A suicide bomber set off an explosive-laden vehicle on a field during a volleyball match in northwestern Pakistan, killing at least 88 people. Authorities say scores of others were wounding and children are among the victims. Friday's attack is the third major militant activity in the country within a week leaving more than 120 people dead.
The deadly suicide blast took place in a remote northwestern village near the Pakistani town of Lakki Marwat. The bomber targeted a crowd of people watching a volleyball match in a congested neighborhood.
Speaking to VOA by telephone, Provincial police chief Malik Naveed described the incident.
"A vehicle came, which was laden with about anything between 100-300 kilograms of explosives. It came and went right into the field where the driver exploded the vehicle, killed himself and a number of houses on the sides of the playground also caved in," he said.
The police chief says the village where the attack occurred was once considered a hub of Taliban insurgents. However, he says, locals with the help of authorities set up a militia force and killed or expelled the militants from their area. The police officer says Friday's bombing is a possible reaction to the anti-militancy efforts.
"These insurgents, they were not very happy about it and they were cut off because the people had risen against them. So this was one way of taking revenge from these people," he said.
The northwestern region where the attack took place is close to the Waziristan tribal region where local and Afghan Taliban as well as al-Qaida militants are said to have set up their training bases. These militants are also believed be involved in cross-border raids against U.S-led foreign forces in neighboring Afghanistan.
Pakistani security forces have been attacking insurgent bases in the South Waziristan tribal area since October. Militant attacks and suicide bombigs across the country have killed more than 1,000 people - mostly civilians - in the past year.
Friday's suicide blast happened on a day when Pakistan's commercial capital Karachi nearly shut down in a strike called by religious and political parties to protest Monday's deadly bombing in the southwestern port city. That attack targeted a religious procession of the minority Shiite Muslims and killed more than 40 people. The violence provoked angry protests across the city with demonstrators setting fires to nearly 2,000 stores that took three days to completely put out.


- _To do_
Reproduce all entries precisely, down to the last character.

(Dataset entries on figures)

- Opening Delimiter -

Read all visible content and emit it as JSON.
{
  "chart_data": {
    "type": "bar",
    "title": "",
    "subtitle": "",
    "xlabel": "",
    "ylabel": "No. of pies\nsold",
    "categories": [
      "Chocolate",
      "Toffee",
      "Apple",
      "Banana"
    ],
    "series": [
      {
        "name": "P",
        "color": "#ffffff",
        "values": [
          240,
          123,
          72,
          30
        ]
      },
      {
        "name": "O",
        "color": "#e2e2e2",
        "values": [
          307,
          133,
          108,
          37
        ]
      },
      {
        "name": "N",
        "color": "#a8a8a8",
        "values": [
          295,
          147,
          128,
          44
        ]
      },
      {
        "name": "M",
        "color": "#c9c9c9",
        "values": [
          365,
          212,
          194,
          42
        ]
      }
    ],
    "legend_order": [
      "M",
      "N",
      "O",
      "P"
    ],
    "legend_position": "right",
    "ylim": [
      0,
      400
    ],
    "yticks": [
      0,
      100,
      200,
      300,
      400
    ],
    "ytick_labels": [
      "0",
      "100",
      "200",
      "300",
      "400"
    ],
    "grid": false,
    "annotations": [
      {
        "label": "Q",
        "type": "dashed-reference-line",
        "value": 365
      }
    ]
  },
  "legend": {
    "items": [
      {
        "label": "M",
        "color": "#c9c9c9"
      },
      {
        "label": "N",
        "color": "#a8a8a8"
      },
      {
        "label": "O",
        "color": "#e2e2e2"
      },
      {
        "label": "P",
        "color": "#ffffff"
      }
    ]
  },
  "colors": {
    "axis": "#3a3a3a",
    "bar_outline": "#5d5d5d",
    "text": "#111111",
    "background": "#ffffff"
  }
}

- Closing Delimiter -

- _Written response_
Read all visible content and emit it as JSON.
{
  "chart_data": {
    "type": "bar",
    "title": "",
    "subtitle": "",
    "xlabel": "",
    "ylabel": "No. of pies\nsold",
    "categories": [
      "Chocolate",
      "Toffee",
      "Apple",
      "Banana"
    ],
    "series": [
      {
        "name": "P",
        "color": "#ffffff",
        "values": [
          240,
          123,
          72,
          30
        ]
      },
      {
        "name": "O",
        "color": "#e2e2e2",
        "values": [
          307,
          133,
          108,
          37
        ]
      },
      {
        "name": "N",
        "color": "#a8a8a8",
        "values": [
          295,
          147,
          128,
          44
        ]
      },
      {
        "name": "M",
        "color": "#c9c9c9",
        "values": [
          365,
          212,
          194,
          42
        ]
      }
    ],
    "legend_order": [
      "M",
      "N",
      "O",
      "P"
    ],
    "legend_position": "right",
    "ylim": [
      0,
      400
    ],
    "yticks": [
      0,
      100,
      200,
      300,
      400
    ],
    "ytick_labels": [
      "0",
      "100",
      "200",
      "300",
      "400"
    ],
    "grid": false,
    "annotations": [
      {
        "label": "Q",
        "type": "dashed-reference-line",
        "value": 365
      }
    ]
  },
  "legend": {
    "items": [
      {
        "label": "M",
        "color": "#c9c9c9"
      },
      {
        "label": "N",
        "color": "#a8a8a8"
      },
      {
        "label": "O",
        "color": "#e2e2e2"
      },
      {
        "label": "P",
        "color": "#ffffff"
      }
    ]
  },
  "colors": {
    "axis": "#3a3a3a",
    "bar_outline": "#5d5d5d",
    "text": "#111111",
    "background": "#ffffff"
  }
}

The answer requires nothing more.